Taxonomy of Collaborative E-Learning: Working with Parallel, Sequential and/or Synergistic Collaboration

Re: Taxonomy of Collaborative E-Learning: Working with Parallel, Sequential and/or Synergistic Collaboration

by Lawrence Wasserman PhD -
Number of replies: 2

I am working on a knowledge sharing project that includes developing a taxonomy and collaboration tools. Any good references would be appreciative. KS refers to sharing informstion, data and best practices around trade and commercialization success stories of funded projects in African countries. Any good KS models etc. again appreciative.

In reply to Lawrence Wasserman PhD

Re: Taxonomy of Collaborative E-Learning: Working with Parallel, Sequential and/or Synergistic Collaboration

by Janet Salmons -

Lawrence- I'd be happy to talk with you about developing taxonomies, if you want to contact me at jsalmons@vision2lead.com.

Janet

In reply to Lawrence Wasserman PhD

Re: Taxonomy of Collaborative E-Learning: Working with Parallel, Sequential and/or Synergistic Collaboration

by Elizabeth Wallace -

Hi Lawrence:

I'd like to throw out one idea for you (and others) to consider, and that is the concept of knowledge in the plural. Spell check hates it when I refer to knowledges, but from a critical perspective I'd suggest that we should always think that way.

I'm sure I don't have to explain the rationale behind the concept. Each of us possesses an unique set of understandings/experiences/cultural biases that we call knowledge (not that I'm daring to provide a definitive definition of knowledge!) I would suggest that the aggregation of that individual knowledge should lead us naturally to thinking of knowledges in the plural, and to the idea of sharing and exchanging them. 

Many of us in this forum are educators who are comfortable talking about the need for learners to acquire skills (in the plural) and attitudes (in the plural). There are a few souls who have published on knowledges in the plural, but not many. My neglected blog at http://knowledgesexchange.wordpress.com/ references some of them.

Lawrence, you could be one in a million if your model embraces the pluralistic dimension of KS!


#### TASK GOAL:
Find the lines below that include the word "Distribution" and state how many there are, adding nothing.

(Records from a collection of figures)
- - - - -

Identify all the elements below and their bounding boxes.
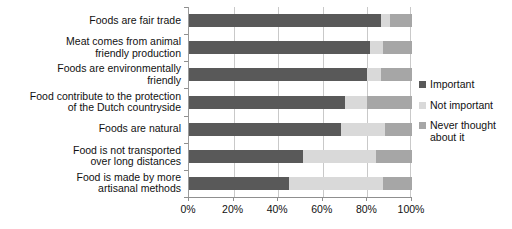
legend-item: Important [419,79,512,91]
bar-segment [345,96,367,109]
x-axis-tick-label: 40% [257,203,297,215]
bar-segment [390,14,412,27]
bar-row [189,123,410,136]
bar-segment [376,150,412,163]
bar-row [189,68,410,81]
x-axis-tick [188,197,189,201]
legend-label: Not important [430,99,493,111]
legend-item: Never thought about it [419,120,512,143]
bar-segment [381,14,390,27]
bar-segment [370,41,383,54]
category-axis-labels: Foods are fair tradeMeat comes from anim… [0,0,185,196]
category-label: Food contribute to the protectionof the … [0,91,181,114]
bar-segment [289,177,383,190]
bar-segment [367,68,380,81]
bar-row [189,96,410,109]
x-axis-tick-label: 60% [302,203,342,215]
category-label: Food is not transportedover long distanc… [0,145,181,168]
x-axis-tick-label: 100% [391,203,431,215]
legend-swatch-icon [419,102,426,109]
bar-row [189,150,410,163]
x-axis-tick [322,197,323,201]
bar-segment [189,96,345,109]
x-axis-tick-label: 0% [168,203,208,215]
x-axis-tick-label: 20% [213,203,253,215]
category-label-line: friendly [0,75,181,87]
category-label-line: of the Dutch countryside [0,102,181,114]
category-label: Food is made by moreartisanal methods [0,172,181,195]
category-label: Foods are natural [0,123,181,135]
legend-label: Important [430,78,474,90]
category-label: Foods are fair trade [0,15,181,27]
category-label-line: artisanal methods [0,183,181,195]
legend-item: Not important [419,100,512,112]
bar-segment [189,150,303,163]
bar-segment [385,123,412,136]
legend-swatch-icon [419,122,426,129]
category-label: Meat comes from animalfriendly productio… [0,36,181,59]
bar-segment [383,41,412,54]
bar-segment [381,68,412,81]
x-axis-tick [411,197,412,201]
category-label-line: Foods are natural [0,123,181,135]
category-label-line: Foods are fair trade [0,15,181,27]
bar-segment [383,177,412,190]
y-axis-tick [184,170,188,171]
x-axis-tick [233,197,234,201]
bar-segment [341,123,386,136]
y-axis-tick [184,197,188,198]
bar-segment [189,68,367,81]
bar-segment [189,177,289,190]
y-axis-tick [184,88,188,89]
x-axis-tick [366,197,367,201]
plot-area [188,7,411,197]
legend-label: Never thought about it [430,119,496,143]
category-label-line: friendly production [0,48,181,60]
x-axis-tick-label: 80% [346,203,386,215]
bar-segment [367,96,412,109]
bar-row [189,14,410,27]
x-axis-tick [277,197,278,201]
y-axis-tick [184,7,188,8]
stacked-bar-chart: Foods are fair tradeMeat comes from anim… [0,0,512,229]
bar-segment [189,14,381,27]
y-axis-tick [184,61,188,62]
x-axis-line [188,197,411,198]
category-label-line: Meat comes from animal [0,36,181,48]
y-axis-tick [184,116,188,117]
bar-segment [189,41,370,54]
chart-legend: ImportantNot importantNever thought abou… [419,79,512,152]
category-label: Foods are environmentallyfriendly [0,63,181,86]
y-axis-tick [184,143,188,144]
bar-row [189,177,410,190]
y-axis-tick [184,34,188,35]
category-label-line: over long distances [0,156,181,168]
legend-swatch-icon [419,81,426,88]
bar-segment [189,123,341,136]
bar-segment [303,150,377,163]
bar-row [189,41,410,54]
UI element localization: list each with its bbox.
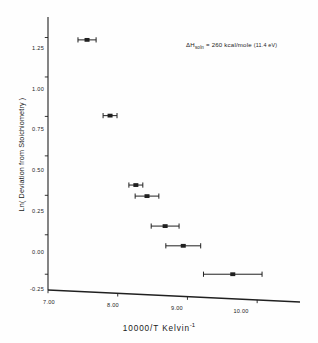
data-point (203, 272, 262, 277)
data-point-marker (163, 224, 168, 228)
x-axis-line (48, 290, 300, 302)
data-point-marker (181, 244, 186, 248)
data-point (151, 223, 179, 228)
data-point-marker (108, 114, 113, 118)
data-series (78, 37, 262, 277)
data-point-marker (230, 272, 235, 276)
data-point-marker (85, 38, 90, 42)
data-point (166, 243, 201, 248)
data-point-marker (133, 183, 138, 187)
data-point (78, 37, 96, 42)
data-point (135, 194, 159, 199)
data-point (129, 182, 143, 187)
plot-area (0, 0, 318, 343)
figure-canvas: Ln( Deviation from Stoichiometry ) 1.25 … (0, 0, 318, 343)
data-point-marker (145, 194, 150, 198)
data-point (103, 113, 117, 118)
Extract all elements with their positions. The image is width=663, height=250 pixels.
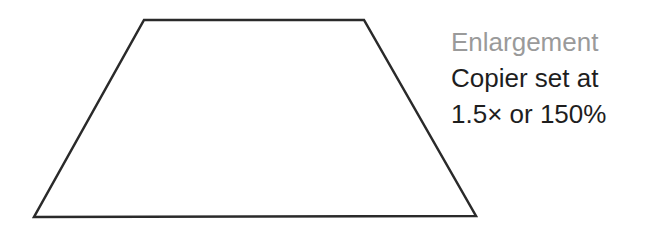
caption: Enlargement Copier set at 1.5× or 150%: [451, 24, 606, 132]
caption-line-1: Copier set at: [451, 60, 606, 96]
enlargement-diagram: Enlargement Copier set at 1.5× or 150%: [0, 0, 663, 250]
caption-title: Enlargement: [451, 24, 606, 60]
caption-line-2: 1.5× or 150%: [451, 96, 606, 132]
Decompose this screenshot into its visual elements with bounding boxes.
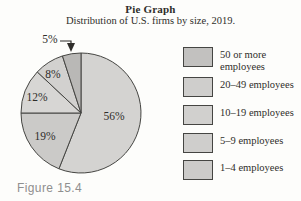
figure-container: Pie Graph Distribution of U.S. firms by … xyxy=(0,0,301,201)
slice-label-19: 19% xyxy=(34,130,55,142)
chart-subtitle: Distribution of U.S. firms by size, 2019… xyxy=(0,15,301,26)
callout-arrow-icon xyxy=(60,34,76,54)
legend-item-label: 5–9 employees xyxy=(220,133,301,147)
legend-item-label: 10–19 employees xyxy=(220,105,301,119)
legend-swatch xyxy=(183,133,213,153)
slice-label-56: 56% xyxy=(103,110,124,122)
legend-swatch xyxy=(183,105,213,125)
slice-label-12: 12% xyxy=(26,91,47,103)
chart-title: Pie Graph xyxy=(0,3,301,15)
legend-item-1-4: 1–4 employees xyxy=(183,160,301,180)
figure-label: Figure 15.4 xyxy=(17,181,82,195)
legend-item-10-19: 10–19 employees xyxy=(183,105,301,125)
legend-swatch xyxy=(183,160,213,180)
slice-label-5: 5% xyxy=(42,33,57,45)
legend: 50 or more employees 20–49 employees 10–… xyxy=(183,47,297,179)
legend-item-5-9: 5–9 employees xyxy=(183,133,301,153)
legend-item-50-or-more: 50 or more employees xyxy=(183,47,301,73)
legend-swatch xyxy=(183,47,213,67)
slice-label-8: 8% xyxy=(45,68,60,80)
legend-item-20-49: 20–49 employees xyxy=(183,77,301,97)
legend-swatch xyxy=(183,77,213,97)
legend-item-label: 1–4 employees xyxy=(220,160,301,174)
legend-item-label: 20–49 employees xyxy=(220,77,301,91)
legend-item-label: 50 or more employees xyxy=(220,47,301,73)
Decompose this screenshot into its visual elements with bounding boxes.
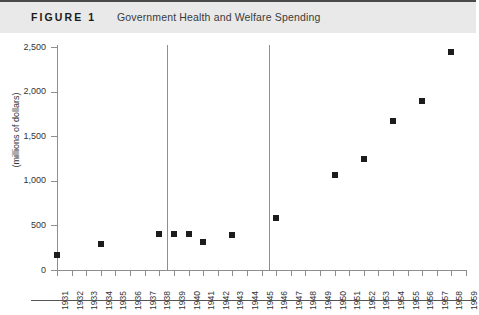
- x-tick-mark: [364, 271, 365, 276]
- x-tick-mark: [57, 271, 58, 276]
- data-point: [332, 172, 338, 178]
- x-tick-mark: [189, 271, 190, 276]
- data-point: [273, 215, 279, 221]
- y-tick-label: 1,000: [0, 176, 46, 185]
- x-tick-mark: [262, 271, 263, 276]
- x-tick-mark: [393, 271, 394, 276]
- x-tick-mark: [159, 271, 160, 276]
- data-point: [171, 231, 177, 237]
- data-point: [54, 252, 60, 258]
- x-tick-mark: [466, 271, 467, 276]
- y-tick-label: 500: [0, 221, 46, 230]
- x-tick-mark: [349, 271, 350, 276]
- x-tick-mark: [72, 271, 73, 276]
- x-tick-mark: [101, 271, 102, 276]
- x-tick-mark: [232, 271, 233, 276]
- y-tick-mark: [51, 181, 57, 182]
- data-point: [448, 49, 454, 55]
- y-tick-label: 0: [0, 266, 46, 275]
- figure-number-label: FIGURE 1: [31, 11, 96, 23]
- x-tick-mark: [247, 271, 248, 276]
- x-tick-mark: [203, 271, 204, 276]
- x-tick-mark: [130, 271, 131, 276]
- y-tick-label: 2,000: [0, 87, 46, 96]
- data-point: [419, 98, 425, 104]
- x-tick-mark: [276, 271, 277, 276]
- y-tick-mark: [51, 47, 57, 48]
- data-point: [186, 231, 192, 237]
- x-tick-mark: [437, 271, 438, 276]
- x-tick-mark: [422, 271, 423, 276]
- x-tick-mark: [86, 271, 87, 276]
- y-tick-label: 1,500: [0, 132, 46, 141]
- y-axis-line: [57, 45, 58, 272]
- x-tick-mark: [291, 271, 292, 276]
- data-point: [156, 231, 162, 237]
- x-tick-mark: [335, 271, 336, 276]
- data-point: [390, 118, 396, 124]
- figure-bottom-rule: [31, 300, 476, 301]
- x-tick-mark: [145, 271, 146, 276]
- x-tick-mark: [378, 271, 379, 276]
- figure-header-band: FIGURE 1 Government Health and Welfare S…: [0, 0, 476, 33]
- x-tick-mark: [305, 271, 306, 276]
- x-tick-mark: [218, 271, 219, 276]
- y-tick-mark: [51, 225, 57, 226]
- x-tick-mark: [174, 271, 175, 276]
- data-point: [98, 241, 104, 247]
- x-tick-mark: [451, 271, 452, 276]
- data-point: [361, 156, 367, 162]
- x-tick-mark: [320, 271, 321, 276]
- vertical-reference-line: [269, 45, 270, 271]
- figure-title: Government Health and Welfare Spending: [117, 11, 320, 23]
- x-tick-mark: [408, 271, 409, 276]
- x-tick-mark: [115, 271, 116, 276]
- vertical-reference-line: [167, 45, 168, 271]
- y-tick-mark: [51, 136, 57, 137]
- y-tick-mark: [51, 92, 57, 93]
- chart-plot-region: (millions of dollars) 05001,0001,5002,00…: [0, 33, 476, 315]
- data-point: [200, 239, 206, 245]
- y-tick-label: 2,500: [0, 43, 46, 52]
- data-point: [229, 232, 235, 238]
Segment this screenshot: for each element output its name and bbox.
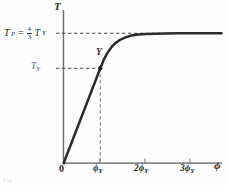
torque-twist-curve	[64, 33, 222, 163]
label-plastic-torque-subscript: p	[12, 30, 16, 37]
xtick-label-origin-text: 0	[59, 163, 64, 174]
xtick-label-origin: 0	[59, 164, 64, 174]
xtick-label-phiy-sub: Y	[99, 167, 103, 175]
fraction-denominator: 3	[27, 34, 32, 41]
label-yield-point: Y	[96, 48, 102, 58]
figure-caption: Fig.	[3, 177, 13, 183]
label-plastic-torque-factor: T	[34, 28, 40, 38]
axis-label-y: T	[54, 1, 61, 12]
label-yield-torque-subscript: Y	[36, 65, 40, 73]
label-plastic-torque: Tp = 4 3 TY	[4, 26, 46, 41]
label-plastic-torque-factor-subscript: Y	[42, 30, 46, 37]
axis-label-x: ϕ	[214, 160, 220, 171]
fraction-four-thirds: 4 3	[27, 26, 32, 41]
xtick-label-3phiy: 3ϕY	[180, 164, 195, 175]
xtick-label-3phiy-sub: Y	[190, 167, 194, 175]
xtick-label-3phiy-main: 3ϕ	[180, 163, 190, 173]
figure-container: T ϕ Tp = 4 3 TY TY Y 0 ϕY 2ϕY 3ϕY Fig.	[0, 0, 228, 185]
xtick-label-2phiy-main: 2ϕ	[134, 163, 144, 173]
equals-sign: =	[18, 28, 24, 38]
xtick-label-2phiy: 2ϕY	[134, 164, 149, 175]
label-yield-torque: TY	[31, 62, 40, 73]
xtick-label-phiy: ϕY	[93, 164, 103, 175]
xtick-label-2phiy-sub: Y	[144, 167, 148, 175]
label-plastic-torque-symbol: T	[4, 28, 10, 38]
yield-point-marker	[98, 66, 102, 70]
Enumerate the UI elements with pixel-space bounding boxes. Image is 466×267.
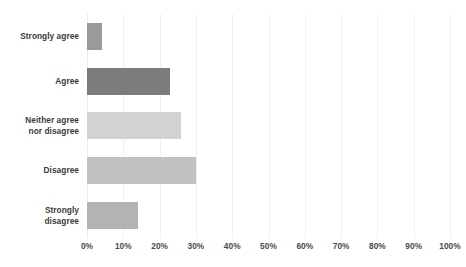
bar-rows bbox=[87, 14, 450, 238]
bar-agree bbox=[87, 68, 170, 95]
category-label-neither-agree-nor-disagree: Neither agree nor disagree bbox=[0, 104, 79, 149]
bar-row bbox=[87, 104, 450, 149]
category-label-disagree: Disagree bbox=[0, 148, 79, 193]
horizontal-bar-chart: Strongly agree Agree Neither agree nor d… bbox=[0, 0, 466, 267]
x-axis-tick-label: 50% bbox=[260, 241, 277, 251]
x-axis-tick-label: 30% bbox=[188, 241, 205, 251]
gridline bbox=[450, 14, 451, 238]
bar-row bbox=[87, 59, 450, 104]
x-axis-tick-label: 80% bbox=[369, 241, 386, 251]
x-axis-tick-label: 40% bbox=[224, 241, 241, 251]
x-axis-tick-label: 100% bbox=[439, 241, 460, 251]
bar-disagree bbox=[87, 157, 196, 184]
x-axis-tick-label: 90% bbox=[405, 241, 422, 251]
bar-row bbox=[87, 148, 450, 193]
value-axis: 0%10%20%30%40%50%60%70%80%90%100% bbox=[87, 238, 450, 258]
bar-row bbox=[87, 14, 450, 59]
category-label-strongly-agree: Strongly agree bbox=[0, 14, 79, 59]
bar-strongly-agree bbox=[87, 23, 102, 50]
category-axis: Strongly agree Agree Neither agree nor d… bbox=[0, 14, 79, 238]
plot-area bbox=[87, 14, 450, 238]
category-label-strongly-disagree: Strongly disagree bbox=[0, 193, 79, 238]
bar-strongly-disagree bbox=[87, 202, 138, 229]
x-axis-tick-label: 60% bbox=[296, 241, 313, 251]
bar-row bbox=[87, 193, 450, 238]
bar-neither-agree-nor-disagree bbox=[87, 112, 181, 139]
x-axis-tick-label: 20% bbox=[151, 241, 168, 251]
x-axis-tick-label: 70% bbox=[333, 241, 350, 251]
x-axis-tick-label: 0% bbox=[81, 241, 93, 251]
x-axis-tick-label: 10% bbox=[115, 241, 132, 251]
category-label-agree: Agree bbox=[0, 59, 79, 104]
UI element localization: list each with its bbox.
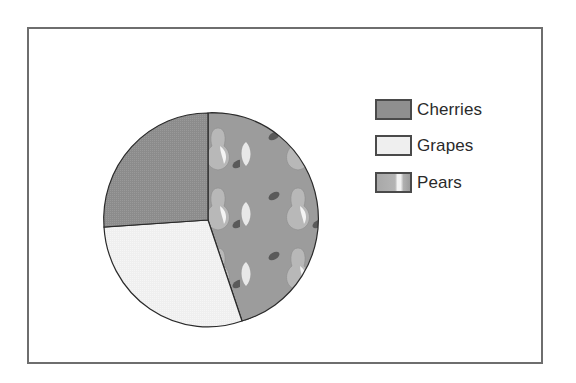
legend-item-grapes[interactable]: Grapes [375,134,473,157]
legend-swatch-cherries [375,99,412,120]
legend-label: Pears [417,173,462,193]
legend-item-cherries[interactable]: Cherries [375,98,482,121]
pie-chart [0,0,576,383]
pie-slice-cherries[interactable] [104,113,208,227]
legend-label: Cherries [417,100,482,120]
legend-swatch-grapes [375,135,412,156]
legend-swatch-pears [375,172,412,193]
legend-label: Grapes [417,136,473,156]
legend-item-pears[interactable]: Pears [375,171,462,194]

- - - - -

#### COMPLETED TASK:
2